Her story makes me think about how we sometimes comfort ourselves in the knowledge that if we fail to listen to God’s prompting within our hearts that God will use someone or something else to meet that need.

We see someone hurting, or in need, and we tell them, “I’ll be praying for you” and we may carry through with it and cover them in a prayer, but are we too quick to dismiss HIS prompting to do something? We think, “I would help them, but I just don’t have the time right now, or I’m doing enough, my plate is full or it’s not my place to step in.  I’ll pray that God will call someone to help them.”

And sometimes that is what God chooses to allow to happen, and someone else is blessed with the act of serving and touching their life in a meaningful way.

But…sometimes that is not what happens.  He called on you to act, to move.  And do not fool yourself… just as innocent people suffer the consequences from the actions of other people’s sin, so do innocent people suffer from our inactivity, from us not following God’s prompting in our hearts and minds. 

You not responding can cause further suffering on the hurting, those that feel unlovable. 
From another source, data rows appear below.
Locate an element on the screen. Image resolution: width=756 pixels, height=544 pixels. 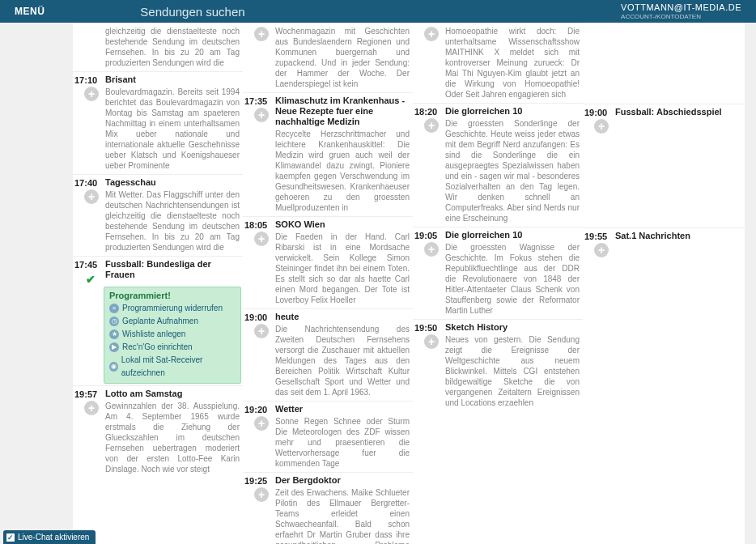
program-desc: Neues von gestern. Die Sendung zeigt die… is located at coordinates (512, 371).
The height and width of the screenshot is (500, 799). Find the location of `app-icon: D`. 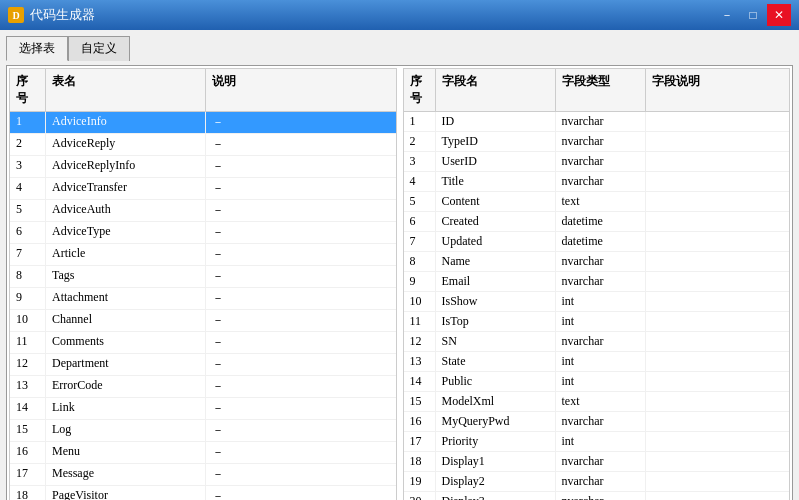

app-icon: D is located at coordinates (16, 15).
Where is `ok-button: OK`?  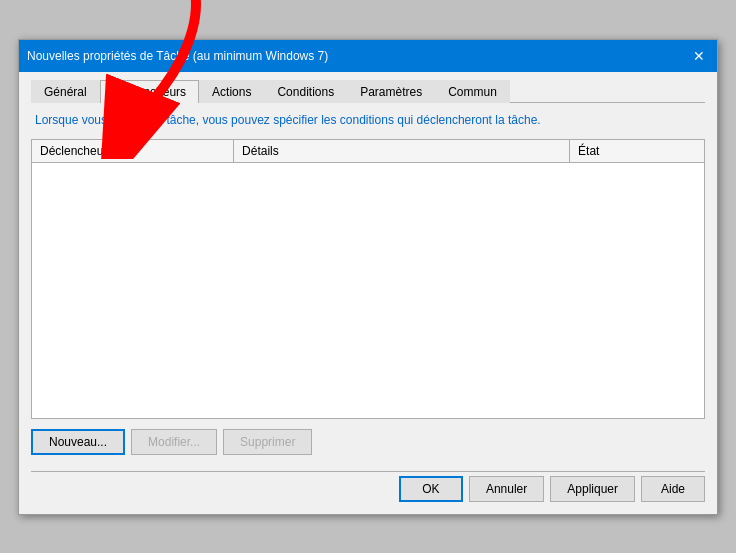 ok-button: OK is located at coordinates (431, 489).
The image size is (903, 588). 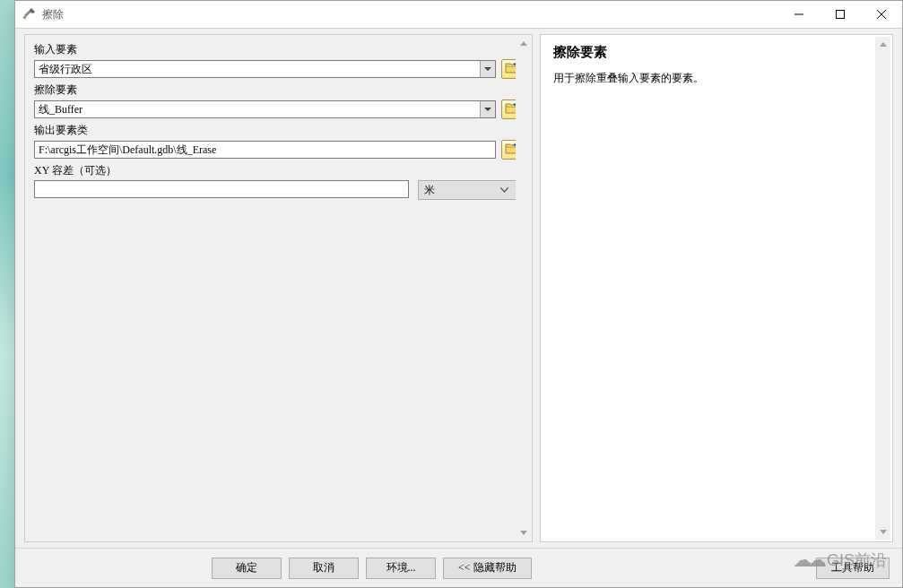 What do you see at coordinates (278, 61) in the screenshot?
I see `input-features-row: 输入要素 省级行政区` at bounding box center [278, 61].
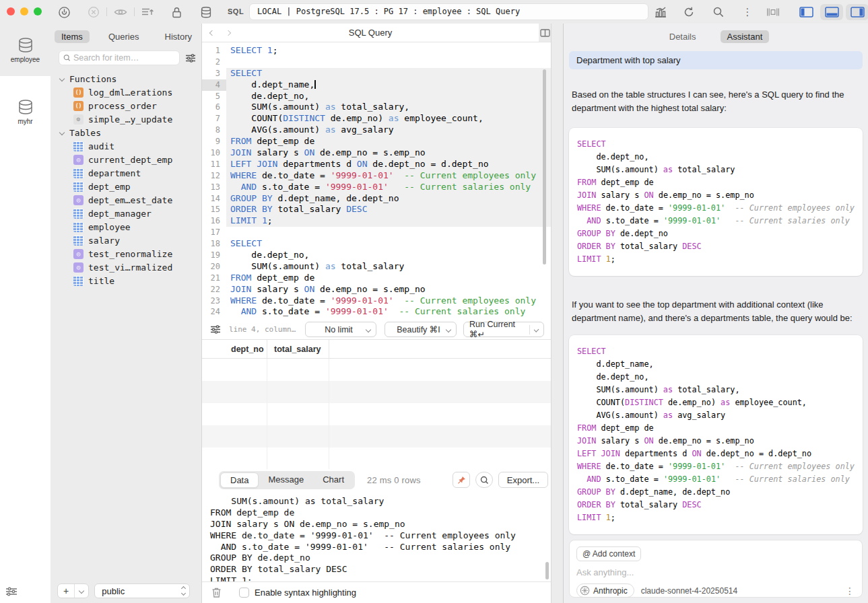  What do you see at coordinates (147, 12) in the screenshot?
I see `pending-changes-icon` at bounding box center [147, 12].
The reason God tells us so many times to love each other is because we learn that we, our beings, our very selves are lovable or unlovable from other people.  
  
“It is people who are important, not the masses.” 
-Dorothy Day

“Don't worry about being effective. Just concentrate on being faithful to the truth.” 
-Dorothy Day

I John3:16-18 This is how we know what love is: Jesus Christ laid down his life for us. And we ought to lay down our lives for our brothers. If anyone has material possessions and sees his brother in need but has no pity on him, how can the love of God be in him? Dear children, let us not love with words or tongue but with actions and in truth.